Temple Grandin, Kinds of Minds and SETI
You’ll see me put up more TED videos over the next few months. I’ve had one in the drafts folder since Christmas, but I need some photos to go with it, and haven’t had the chance to get them. The prod is that I’ve applied for a TED fellowship. I don’t have a realistic chance of getting one, but I thought it might help with organising a TEDx event in Leicester. I’ll be visiting TEDxWarwick to see how they do it next week.
Temple Grandin is an interesting person to post regardless of anything else. I first heard of her after reading an interview in NewScientist. I put in an order for Animals in Translation when it came out, that sadly has sat on my shelf since waiting for quality free time for me to read it. Temple Grandin has a radically different view of autism to the common stereotype pushed by the press. I hadn’t realised there were many people who see Autism and Asperger’s as positive aspects to their lives. In the video below Temple Grandin reframes the autistic spectrum as a need for different kinds of minds, which quite literally requires a whole new way of thinking about the mind.
If Grandin is right then this is a major spanner in the works of Evolutionary Psychology. EP as it’s sometimes not so affectionately known, is based on the idea that the human mind is more or less unchanged from the Pleistocene era, so our actions and cognition should be understood with reference to a Palaeolithic world. The video above torpedoes that assumption. First we have to remove the idea that evolution is a linear progression from there to here.

Evolution explained by Nick D. Kim at Strange Matter
Instead we have three kinds of mind according to Temple Grandin, and a social and educational system set up to discriminate in favour of verbal minds. She’s also very clear about the idea of a spectrum, so there could be people at the extremes of all three kinds of mind, and the rest of us in the middle with plastic minds. We get shaped to develop verbal minds because of the primacy of verbal communication and the outcome is a population that develops verbal cognition to the detriment of other forms of thinking, and is unaware that it is doing so. Like she says, it’s natural to assume everyone thinks the way you do. The ability to digest milk is a relatively recent adaptation in humans, but it spread quickly. The advantages verbal cognition could mean that the modern mind is different to non-literate minds. It opens up whole minefield of educational policy that I’m completely unqualified to talk about. It also has implications for SETI because it seems we have been rubbish so far at recognising a different kind of mind in our own species.
The idea that autistic people might be more sensually aware than the average person doesn’t fit the stereotype, unless you think of cute savants. Nonetheless it makes a serious alternative cognitive model. A lot of what I’ve read in SETI is pretty inflexible. It’s still the default position that mathematics could be a universal language. It relies heavily on Platonic ideals in mathematics, and the question of whether or not you need a Plato for a Platonic philosophy. There is the question about the unreasonable effectiveness of mathematics. Sundar Sarukkai has debunked this (PDF) (in my opinion) by showing mathematics is a language. Everything in the universe can be described in English, but no one would say English is unreasonably effective. It’s possible that mathematics appears to work because of an inherent structure in our cognition and not a structure in the universe, a spandrel of a verbal mind. If that’s the case then mathematics is a sign of a kind of mind and we will need to radically rethink what we look for in intelligence to recognise intelligent extra-terrestrial life.
That’s why I think Temple Grandin has an important message for SETI, but equally she also has an important message for Earth. It’s a topic which should be of interest to anyone who’s planning to do some thinking in the future.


ABOUT THIS EXERCISE >> The entries are to be written out word for word, with their images left out.

(Data entries for graphics)
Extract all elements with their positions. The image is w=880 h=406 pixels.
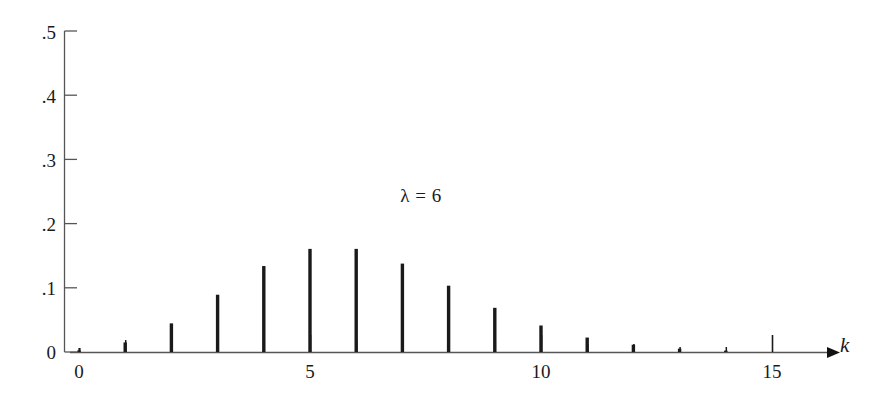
x-tick-label-0: 0 — [74, 362, 84, 381]
y-tick-label-1: .1 — [24, 279, 56, 298]
bar-k-9 — [493, 308, 496, 352]
bar-k-0 — [77, 350, 80, 352]
bars-group — [77, 249, 727, 352]
x-tick-label-10: 10 — [532, 362, 551, 381]
y-tick-label-4: .4 — [24, 87, 56, 106]
bar-k-13 — [678, 349, 681, 352]
poisson-pmf-figure: 0 .1 .2 .3 .4 .5 0 5 10 15 λ = 6 k — [0, 0, 880, 406]
bar-k-5 — [308, 249, 311, 352]
x-axis-label: k — [840, 333, 849, 358]
bar-k-1 — [124, 342, 127, 352]
y-tick-label-2: .2 — [24, 215, 56, 234]
bar-k-6 — [355, 249, 358, 352]
bar-k-10 — [539, 325, 542, 352]
lambda-annotation: λ = 6 — [400, 185, 441, 207]
y-tick-label-3: .3 — [24, 151, 56, 170]
bar-k-14 — [724, 351, 727, 352]
bar-k-2 — [170, 323, 173, 352]
x-tick-label-15: 15 — [763, 362, 782, 381]
y-tick-label-0: 0 — [24, 343, 56, 362]
bar-k-4 — [262, 266, 265, 352]
x-tick-label-5: 5 — [305, 362, 315, 381]
bar-k-12 — [632, 345, 635, 352]
bar-k-7 — [401, 264, 404, 352]
y-tick-label-5: .5 — [24, 23, 56, 42]
bar-k-3 — [216, 295, 219, 352]
x-axis-arrow-icon — [827, 347, 840, 358]
axes-group — [65, 31, 841, 358]
bar-k-11 — [586, 338, 589, 352]
bar-k-8 — [447, 286, 450, 352]
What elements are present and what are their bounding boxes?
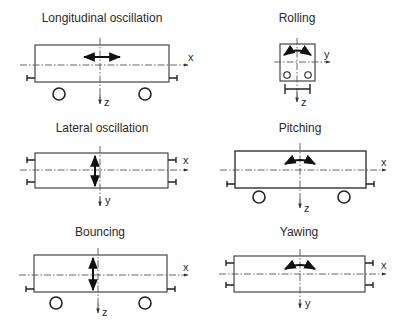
wheel-icon xyxy=(50,297,62,309)
car-body xyxy=(35,153,168,188)
panel-title: Longitudinal oscillation xyxy=(42,11,163,25)
wheel-icon xyxy=(253,191,265,203)
axis-label-v: z xyxy=(304,202,310,214)
buffer-icon xyxy=(27,75,35,81)
wheel-icon xyxy=(284,72,290,78)
wheel-icon xyxy=(139,297,151,309)
car-body xyxy=(235,151,366,188)
panel-title: Yawing xyxy=(280,225,318,239)
buffer-icon xyxy=(365,282,373,288)
axis-label-h: x xyxy=(183,154,189,166)
buffer-icon xyxy=(227,181,235,187)
axis-label-v: z xyxy=(301,96,307,108)
axis-label-h: x xyxy=(381,156,387,168)
axis-label-h: y xyxy=(324,48,330,60)
panel-yawing: Yawing x y xyxy=(219,225,387,309)
wheel-icon xyxy=(139,88,151,100)
panel-rolling: Rolling y z xyxy=(274,11,330,108)
axis-label-v: z xyxy=(104,96,110,108)
buffer-icon xyxy=(226,282,234,288)
buffer-icon xyxy=(27,179,35,185)
axis-label-v: y xyxy=(305,297,311,309)
buffer-icon xyxy=(226,260,234,266)
axis-label-h: x xyxy=(183,261,189,273)
wheel-icon xyxy=(53,88,65,100)
buffer-icon xyxy=(27,157,35,163)
buffer-icon xyxy=(365,260,373,266)
panel-pitching: Pitching x z xyxy=(220,121,387,214)
buffer-icon xyxy=(168,157,176,163)
rolling-motion-arrow-icon xyxy=(284,51,311,56)
axis-label-v: y xyxy=(105,194,111,206)
axis-label-v: z xyxy=(102,306,108,318)
buffer-icon xyxy=(167,286,175,292)
buffer-icon xyxy=(26,286,34,292)
buffer-icon xyxy=(169,75,177,81)
panel-lateral: Lateral oscillation x y xyxy=(20,121,189,206)
wheel-icon xyxy=(305,72,311,78)
panel-title: Bouncing xyxy=(75,225,125,239)
panel-title: Lateral oscillation xyxy=(56,121,149,135)
buffer-icon xyxy=(366,181,374,187)
car-body xyxy=(35,45,169,82)
panel-bouncing: Bouncing x z xyxy=(19,225,189,318)
wheel-icon xyxy=(338,191,350,203)
vehicle-oscillation-diagram: Longitudinal oscillation x z Rolling y z… xyxy=(0,0,406,330)
axis-label-h: x xyxy=(188,51,194,63)
buffer-icon xyxy=(168,179,176,185)
panel-title: Pitching xyxy=(279,121,322,135)
panel-longitudinal: Longitudinal oscillation x z xyxy=(20,11,194,108)
car-body xyxy=(34,255,167,292)
panel-title: Rolling xyxy=(279,11,316,25)
axis-label-h: x xyxy=(381,259,387,271)
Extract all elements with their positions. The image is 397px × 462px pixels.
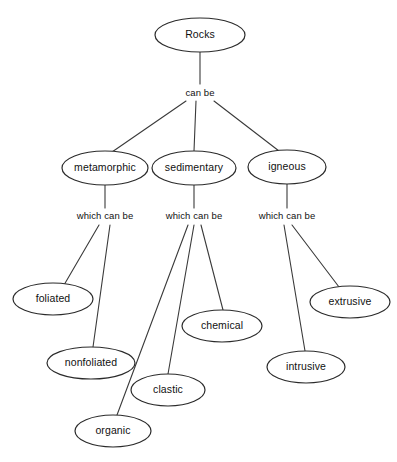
node-foliated[interactable]: foliated: [13, 283, 93, 315]
node-intrusive[interactable]: intrusive: [267, 351, 345, 383]
node-nonfoliated[interactable]: nonfoliated: [47, 347, 135, 379]
node-label-extrusive: extrusive: [329, 295, 372, 307]
node-chemical[interactable]: chemical: [182, 310, 262, 342]
node-sedimentary[interactable]: sedimentary: [152, 151, 236, 185]
node-extrusive[interactable]: extrusive: [310, 286, 390, 318]
node-label-sedimentary: sedimentary: [165, 161, 224, 173]
node-metamorphic[interactable]: metamorphic: [62, 151, 148, 185]
edge-label-which-can-be-sed: which can be: [165, 210, 223, 221]
node-label-igneous: igneous: [268, 160, 305, 172]
edge-label-which-can-be-ign: which can be: [258, 210, 316, 221]
node-label-metamorphic: metamorphic: [74, 161, 136, 173]
edge-ign-to-extrusive: [292, 225, 339, 287]
edge-canbe-to-igneous: [214, 101, 279, 151]
edge-canbe-to-sedimentary: [194, 101, 196, 151]
edge-ign-to-intrusive: [284, 225, 305, 351]
nodes-layer: Rocksmetamorphicsedimentaryigneousfoliat…: [13, 18, 390, 447]
node-clastic[interactable]: clastic: [131, 374, 205, 406]
node-label-intrusive: intrusive: [286, 360, 326, 372]
edge-label-which-can-be-meta: which can be: [76, 210, 134, 221]
edge-canbe-to-metamorphic: [112, 101, 186, 152]
node-label-nonfoliated: nonfoliated: [65, 356, 118, 368]
node-label-foliated: foliated: [36, 292, 71, 304]
node-label-organic: organic: [95, 424, 130, 436]
node-rocks[interactable]: Rocks: [155, 18, 245, 52]
diagram-canvas: Rocksmetamorphicsedimentaryigneousfoliat…: [0, 0, 397, 462]
edge-sed-to-chemical: [201, 225, 223, 310]
edge-meta-to-foliated: [64, 225, 99, 285]
node-label-clastic: clastic: [153, 383, 183, 395]
edge-label-can-be: can be: [185, 87, 214, 98]
concept-map-diagram: Rocksmetamorphicsedimentaryigneousfoliat…: [0, 0, 397, 462]
node-label-chemical: chemical: [201, 319, 243, 331]
node-igneous[interactable]: igneous: [248, 150, 326, 184]
node-label-rocks: Rocks: [185, 28, 215, 40]
edge-sed-to-clastic: [168, 225, 194, 374]
node-organic[interactable]: organic: [75, 415, 151, 447]
edge-meta-to-nonfoliated: [93, 225, 110, 347]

TASK RESPONSE >>
Extract all elements with their positions. The image is w=880 h=406 pixels.
x-tick-label-0: 0 — [74, 362, 84, 381]
y-tick-label-1: .1 — [24, 279, 56, 298]
bar-k-9 — [493, 308, 496, 352]
bar-k-0 — [77, 350, 80, 352]
bars-group — [77, 249, 727, 352]
x-tick-label-10: 10 — [532, 362, 551, 381]
y-tick-label-4: .4 — [24, 87, 56, 106]
bar-k-13 — [678, 349, 681, 352]
poisson-pmf-figure: 0 .1 .2 .3 .4 .5 0 5 10 15 λ = 6 k — [0, 0, 880, 406]
bar-k-5 — [308, 249, 311, 352]
x-axis-label: k — [840, 333, 849, 358]
bar-k-1 — [124, 342, 127, 352]
y-tick-label-2: .2 — [24, 215, 56, 234]
bar-k-6 — [355, 249, 358, 352]
bar-k-10 — [539, 325, 542, 352]
lambda-annotation: λ = 6 — [400, 185, 441, 207]
y-tick-label-3: .3 — [24, 151, 56, 170]
bar-k-14 — [724, 351, 727, 352]
bar-k-2 — [170, 323, 173, 352]
x-tick-label-15: 15 — [763, 362, 782, 381]
y-tick-label-0: 0 — [24, 343, 56, 362]
bar-k-4 — [262, 266, 265, 352]
x-tick-label-5: 5 — [305, 362, 315, 381]
bar-k-12 — [632, 345, 635, 352]
bar-k-7 — [401, 264, 404, 352]
y-tick-label-5: .5 — [24, 23, 56, 42]
bar-k-3 — [216, 295, 219, 352]
x-axis-arrow-icon — [827, 347, 840, 358]
axes-group — [65, 31, 841, 358]
bar-k-11 — [586, 338, 589, 352]
bar-k-8 — [447, 286, 450, 352]
What elements are present and what are their bounding boxes?
wheel-icon xyxy=(50,297,62,309)
car-body xyxy=(35,153,168,188)
panel-title: Longitudinal oscillation xyxy=(42,11,163,25)
wheel-icon xyxy=(253,191,265,203)
axis-label-v: z xyxy=(304,202,310,214)
buffer-icon xyxy=(27,75,35,81)
wheel-icon xyxy=(284,72,290,78)
wheel-icon xyxy=(139,297,151,309)
car-body xyxy=(235,151,366,188)
panel-title: Yawing xyxy=(280,225,318,239)
buffer-icon xyxy=(365,282,373,288)
axis-label-h: x xyxy=(183,154,189,166)
buffer-icon xyxy=(227,181,235,187)
axis-label-v: z xyxy=(301,96,307,108)
axis-label-h: x xyxy=(381,156,387,168)
axis-label-h: y xyxy=(324,48,330,60)
panel-yawing: Yawing x y xyxy=(219,225,387,309)
wheel-icon xyxy=(139,88,151,100)
panel-rolling: Rolling y z xyxy=(274,11,330,108)
axis-label-v: z xyxy=(104,96,110,108)
buffer-icon xyxy=(226,282,234,288)
buffer-icon xyxy=(27,179,35,185)
axis-label-v: y xyxy=(305,297,311,309)
buffer-icon xyxy=(226,260,234,266)
axis-label-h: x xyxy=(183,261,189,273)
wheel-icon xyxy=(53,88,65,100)
buffer-icon xyxy=(27,157,35,163)
buffer-icon xyxy=(365,260,373,266)
panel-pitching: Pitching x z xyxy=(220,121,387,214)
buffer-icon xyxy=(168,157,176,163)
rolling-motion-arrow-icon xyxy=(284,51,311,56)
axis-label-v: y xyxy=(105,194,111,206)
axis-label-v: z xyxy=(102,306,108,318)
buffer-icon xyxy=(167,286,175,292)
buffer-icon xyxy=(26,286,34,292)
buffer-icon xyxy=(169,75,177,81)
panel-lateral: Lateral oscillation x y xyxy=(20,121,189,206)
wheel-icon xyxy=(305,72,311,78)
panel-title: Bouncing xyxy=(75,225,125,239)
panel-title: Lateral oscillation xyxy=(56,121,149,135)
buffer-icon xyxy=(366,181,374,187)
car-body xyxy=(35,45,169,82)
panel-bouncing: Bouncing x z xyxy=(19,225,189,318)
wheel-icon xyxy=(338,191,350,203)
vehicle-oscillation-diagram: Longitudinal oscillation x z Rolling y z… xyxy=(0,0,406,330)
axis-label-h: x xyxy=(188,51,194,63)
buffer-icon xyxy=(168,179,176,185)
panel-title: Pitching xyxy=(279,121,322,135)
panel-longitudinal: Longitudinal oscillation x z xyxy=(20,11,194,108)
car-body xyxy=(34,255,167,292)
panel-title: Rolling xyxy=(279,11,316,25)
axis-label-h: x xyxy=(381,259,387,271)
Extract all elements with their positions. The image is 397px × 462px pixels.
node-foliated[interactable]: foliated: [13, 283, 93, 315]
node-intrusive[interactable]: intrusive: [267, 351, 345, 383]
node-nonfoliated[interactable]: nonfoliated: [47, 347, 135, 379]
node-label-extrusive: extrusive: [329, 295, 372, 307]
node-chemical[interactable]: chemical: [182, 310, 262, 342]
node-sedimentary[interactable]: sedimentary: [152, 151, 236, 185]
node-extrusive[interactable]: extrusive: [310, 286, 390, 318]
node-label-sedimentary: sedimentary: [165, 161, 224, 173]
node-metamorphic[interactable]: metamorphic: [62, 151, 148, 185]
edge-label-which-can-be-sed: which can be: [165, 210, 223, 221]
node-label-igneous: igneous: [268, 160, 305, 172]
edge-label-which-can-be-ign: which can be: [258, 210, 316, 221]
node-label-metamorphic: metamorphic: [74, 161, 136, 173]
edge-ign-to-extrusive: [292, 225, 339, 287]
edge-canbe-to-igneous: [214, 101, 279, 151]
edge-canbe-to-sedimentary: [194, 101, 196, 151]
edge-ign-to-intrusive: [284, 225, 305, 351]
nodes-layer: Rocksmetamorphicsedimentaryigneousfoliat…: [13, 18, 390, 447]
node-clastic[interactable]: clastic: [131, 374, 205, 406]
node-label-intrusive: intrusive: [286, 360, 326, 372]
edge-label-which-can-be-meta: which can be: [76, 210, 134, 221]
edge-canbe-to-metamorphic: [112, 101, 186, 152]
node-label-nonfoliated: nonfoliated: [65, 356, 118, 368]
node-label-foliated: foliated: [36, 292, 71, 304]
node-label-organic: organic: [95, 424, 130, 436]
node-rocks[interactable]: Rocks: [155, 18, 245, 52]
diagram-canvas: Rocksmetamorphicsedimentaryigneousfoliat…: [0, 0, 397, 462]
edge-sed-to-chemical: [201, 225, 223, 310]
edge-meta-to-foliated: [64, 225, 99, 285]
node-label-clastic: clastic: [153, 383, 183, 395]
edge-label-can-be: can be: [185, 87, 214, 98]
concept-map-diagram: Rocksmetamorphicsedimentaryigneousfoliat…: [0, 0, 397, 462]
node-label-chemical: chemical: [201, 319, 243, 331]
node-igneous[interactable]: igneous: [248, 150, 326, 184]
node-label-rocks: Rocks: [185, 28, 215, 40]
edge-sed-to-clastic: [168, 225, 194, 374]
node-organic[interactable]: organic: [75, 415, 151, 447]
edge-meta-to-nonfoliated: [93, 225, 110, 347]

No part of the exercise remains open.